Recent analyses of the BBC, International Crisis Group and Foreign Policy magazine about the future of civil war in Afghanistan give us disappointing messages that the country is heading towards civil war after 2014. Ethnic and sectarian violence on a provincial level greatly disturbed the process of nation building.
The stark reality in today’s Afghanistan is that the government does not know what to do and how to manage the affairs of the state
“There is no government without an army, no army without money, no money without flourishing and no flourishing without good administration and justice” — Ibn Qutayba (a ninth century scholar).
Recent analyses of the BBC, International Crisis Group and Foreign Policy magazine about the future of civil war in Afghanistan give us disappointing messages that the country is heading towards civil war after 2014. Ethnic and sectarian violence on a provincial level greatly disturbed the process of nation building. The present feature of the governance structure in the country is nothing more than a mockery of citizens, where political bargaining and corruption has created an alarming situation.

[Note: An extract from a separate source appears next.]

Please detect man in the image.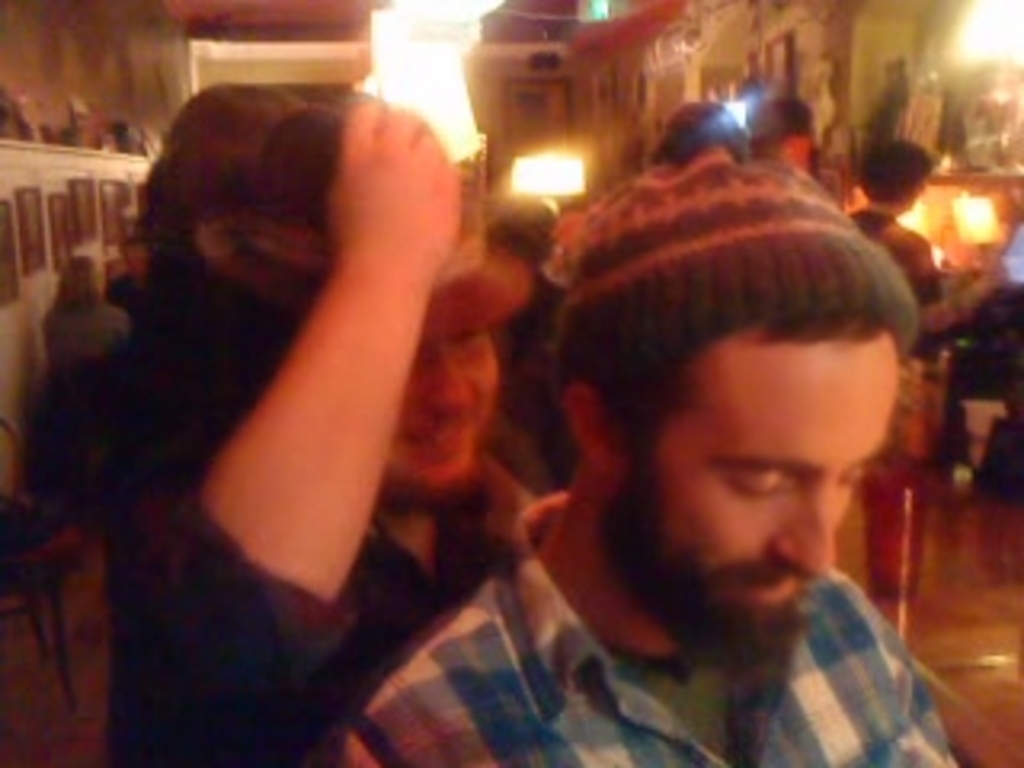
352/118/979/762.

Interestingly, at present, 102 governors control 34 provinces with different administrative mechanisms. Each province has three governors: the formal governor (appointed by the Afghan Interior Ministry, informal governor (appointed by warlords and war criminals) and invisible governor (appointed by the Taliban). The three run the country’s administration in diverse directions based on different politico-religious ideologies. Their source of revenue and their way of governance, prosecution and justice is quite different. They all collect taxes, share in poppy cultivation, protect the containerised criminal trade and black market economy. They forcefully bring young people to the Governor’s House, train and arm them for the future civil war.